Key Social Listening Benefits
Social listening is a broad subject, and it informs many different elements of social media marketing. That’s why there’s no simple answer to the question, “Why is social listening important?” Instead, there are many answers…
- Social listening for competitive research
Understanding your own brand’s share of voice, analyzing sentiment from followers, and gaining insights into your brand’s popularity are all vital, but it’s just as important that you’re taking in the broader picture.
How are your direct competitors performing with your target audience? From sentiment to share of voice, utilizing social listening beyond your own accounts is the key to really honing your strategies on the different social channels, and ensuring everything you post is purpose-built for your audiences. - Social listening for pursuing trends and topical conversations
How do you decide what content to create? What to publish, and when? Creating strong content for social media can feel like a shot in the dark; trends and virality are largely unpredictable, so social publishing strategically just isn’t possible, right?
Wrong. Social listening is the ultimate way to figure out the most productive social posting schedule possible. Provided you can complement your social listening with a healthy stock of readymade content – from new pieces to repurposed content, and curated content from other pages – you can be ready to jump on emerging trends, and consistently position yourself at the very front of relevant conversations.
This is the proactivity we talked about above – the ability to go looking for opportunities to further your digital presence, and really lean into thought leadership on social media.
Using social listening to create content to further your social posting strategy is truly game-changing. From curating strong UGC (user-generated content) to identifying key areas for thought leadership, it’s the best place to gather ideas and resources. - Social listening for improving customer care
Social media is one of the best ways to reach your customers (or potential customers). Why? Because you’re meeting them right where they are, instead of waiting for them to come to your website. The average social media user is active for more than 2.5 hours every day, so it’s a great place for some extra interaction.
Sentiment analysis is a great place to start, since you can identify opportunities to interact with customers who are praising your brand, products, or services, but users won’t always tag or mention you directly.
Social listening can also create new opportunities for lead generation. By keeping an eye on relevant conversations about challenges or pain points, you can jump on opportunities to make that initial contact.

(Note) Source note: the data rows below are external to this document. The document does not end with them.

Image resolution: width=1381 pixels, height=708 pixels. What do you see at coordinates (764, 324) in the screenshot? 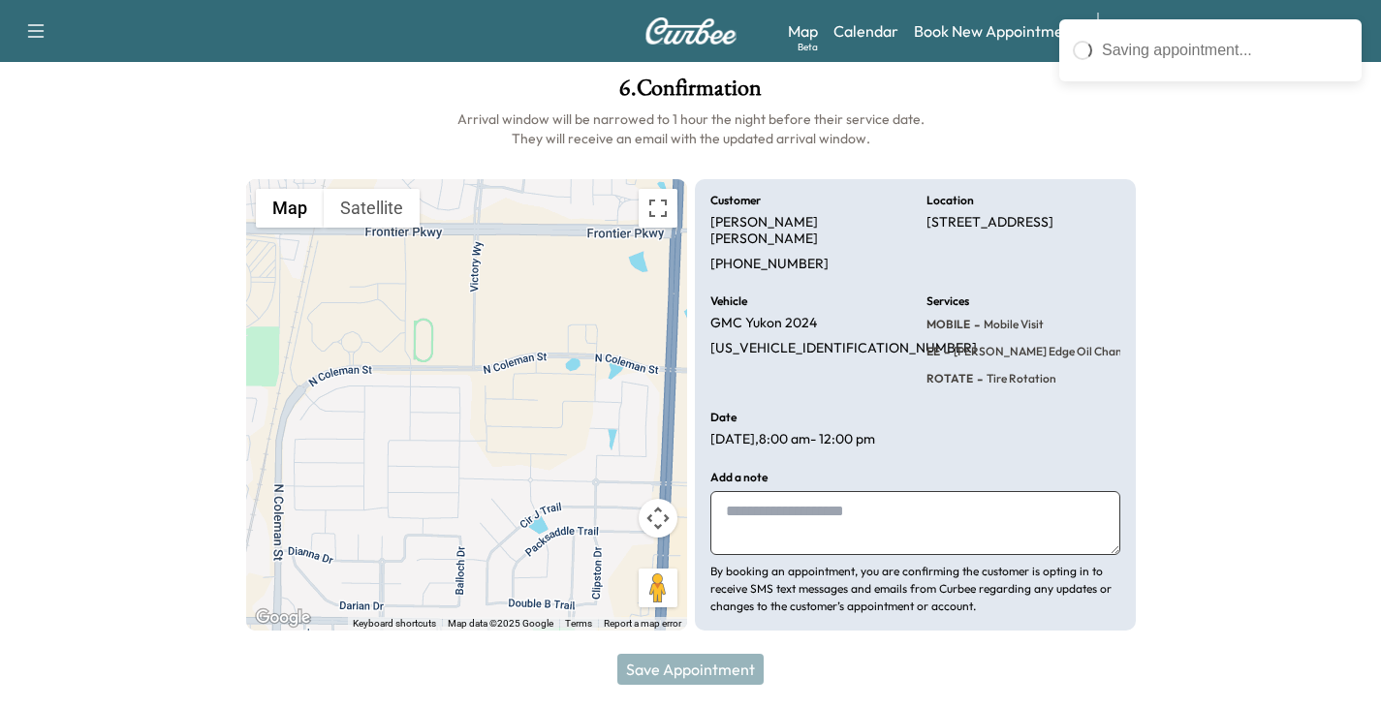
I see `p: GMC Yukon 2024` at bounding box center [764, 324].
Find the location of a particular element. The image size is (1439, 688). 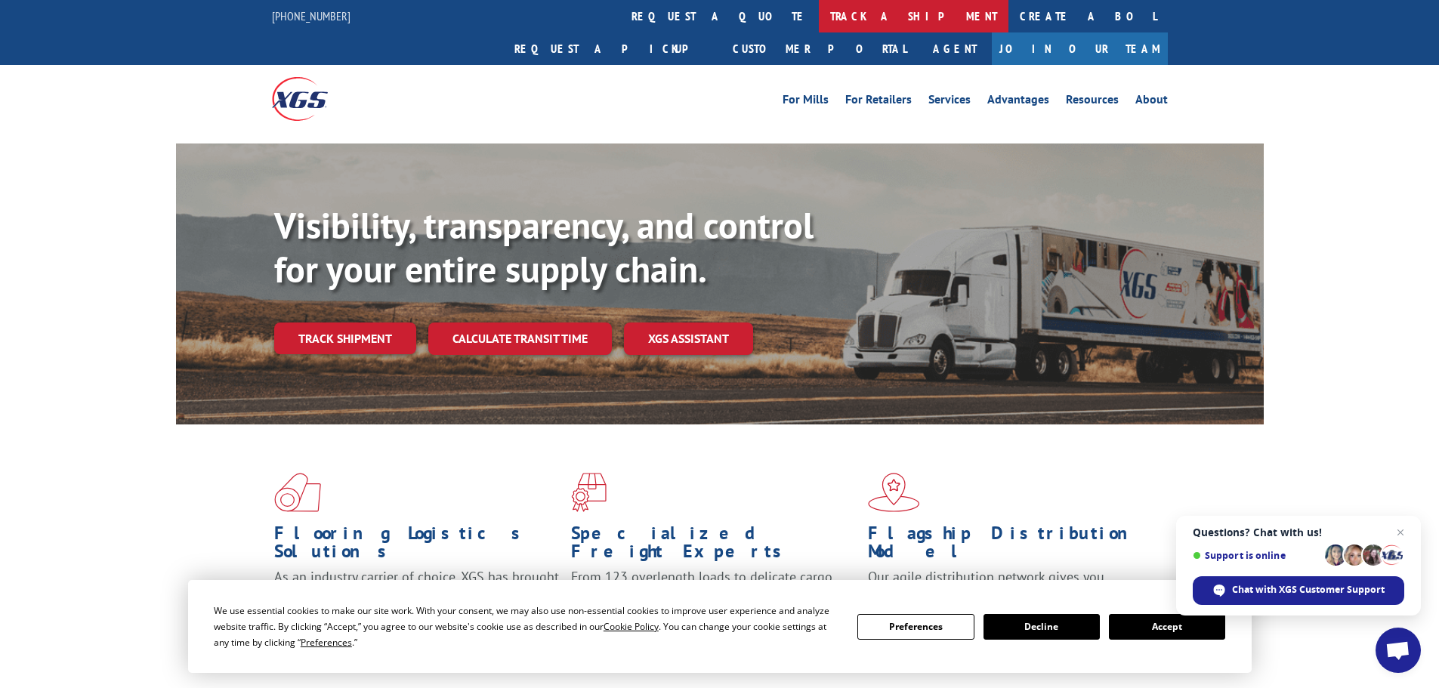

This is all about how social media listening can increase customer advocacy through responsive customer support, actively addressing significant pain points, and allowing you to identify where your competitors may have a slight edge over you. - Social listening for market research
Long gone are the days when market researchers had to head out into the world with a clipboard and a basket of samples. These days, social media represents the key field of research for market understanding and consumer insights.
Instead of posing direct questions to customers through surveys, you can observe them in the ‘natural habitat’ of social media. Listening in on relevant discussions on pain points and other needs and requirements can yield some truly invaluable results. If you can make social listening a core part of your social media marketing efforts, the entire business will benefit from those insights.
Every single day, your customers, followers, and target market are filling social media with insights that could (and should) prove instrumental to your social media strategy. The only way to avoid those insights going to waste is by embracing social listening, and utilizing a strong social listening platform like Oktopost, purpose-built for B2B brands looking to harness the power of social media.